If you're reading this, your blood pressure is likely already that of a kid's pump rocket (blasts 30 feet in the air!!!). Never fear. You will survive Turkey Day. Gobble-fricking-gobble. Now to the list.

1. Turkey: Buy a cook-in-the-bag turkey breast roast. Turn on the oven. Throw it in. If your guests or house pets don’t see you carve it, they will never know your dinner never gobbled (or, more precisely, that it is the unholy conglomeration of many separate gobblers).

2. Mashed Potatoes: Buy instant. Just add boiling water and enough butter and cream cheese to mask the slightly musty taste.

3. Gravy: In the can.

4. Cranberry Sauce: In the can. Be sure to actually place in dish and mash until the dog-food-esque shape is unrecognizable.
Missouri can proudly claim it is first in the nation - first to test a new "diverging diamond" interchange that improves traffic flow by eliminating problematic left turns. Sound boring? I admit, the story didn't jump out at me at first. But the myriad diagrams with tiny cars moving across the screen got me hooked, and now I hope that the experiment, if successful, spreads across the country. Even Popular Science reported on the action.
This is the second part of a two-part collection of tips for particle physics graduate students. The first part is here.

Three: be a fool today if you want to be a guru tomorrow



The third advice I have in store for Jane is maybe the toughest to follow, at least at first. But I do believe it is of critical importance for her to grow, become knowledgeable, and distinguish herself from the rest of the pack.
The Wall Street Journal published a list of 20 medical advances for which we should be thankful. WSJ says that amid all the bad news about medicine in the media - H1N1, failed miracle drugs, etc, contentious health-care reform issues - it's easy to overlook how much progress has been made in recent years.

Without further ado:
As the world's oceans warm, they are absorbing less carbon dioxide, a new study in the November 25 issue of Geophysical Research Letters has found.  With the oceans currently absorbing over 40 percent of the CO2 emitted by human activity, this could quicken the pace of climate change.
University of Minnesota researchers have developed a new computer model called the Virtual StreamLab, designed to help restore real streams to a healthier state. The Virtual StreamLab demonstrates the physics of natural water flows at an unprecedented level of detail and realism and was unveiled for the first time this week at the 2009 American Physical Society Division of Fluid Dynamics meeting in Minneapolis.
 An international team of researchers probing the nerve-insulating myelin sheath have uncovered how mutations affect the structure of myelin, a focal point of research in multiple sclerosis and other neurological disorders.
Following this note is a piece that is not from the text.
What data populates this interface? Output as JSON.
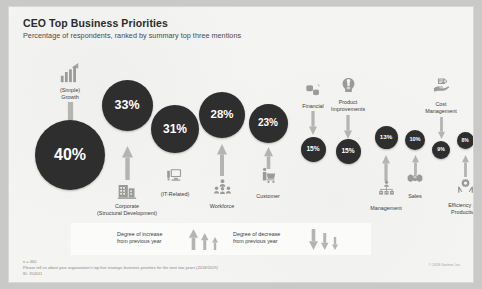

The findings were central to the group's broader conclusion that a set of protein processes required in the early-stage conversion of glucose into fatty acids are critical to the proper formation and layering of myelin membrane. The researchers report their  in the Proceedings of the National Academy of Sciences.
It's well known that young girls are very self-conscious about their bodies, but it may not be because of the unrealistically thin Disney characters they see on TV, as is often assumed.

A new study featured in the British Journal of Developmental Psychology suggests that while the media's portrayal of beauty does influence how young girls see themselves, they aren't likely to suffer short-term consequences from watching Cinderella, a conclusion in sharp contrast to earlier studies which suggest that the self-esteem of older girls and women suffers after short-term exposure to thin, beautiful models on television and in the movies.
The recent financial meltdown was perhaps the biggest economic crisis since the great depression, and a team of economists says that current macroeconomic models used to diagnose and treat the causes of the ongoing recession are woefully inadequate.

Their study, appearing in the November issue of Strategic Organization, argues that macroeconomics is not equipped to offer full solutions to this crisis. Its basic assumption is that factors of production, firms, and industries in the economy are homogeneous and interchangeable. Research in strategic management has consistently shown that the assumption that the economy is made up of homogeneous or interchangeable factors of production is incorrect.
The first large black holes in the universe likely grew deep inside gigantic, starlike cocoons that smothered their powerful x-ray radiation and prevented surrounding gases from being blown away, says a new study published in Monthly Notices of the Royal Astronomical Society.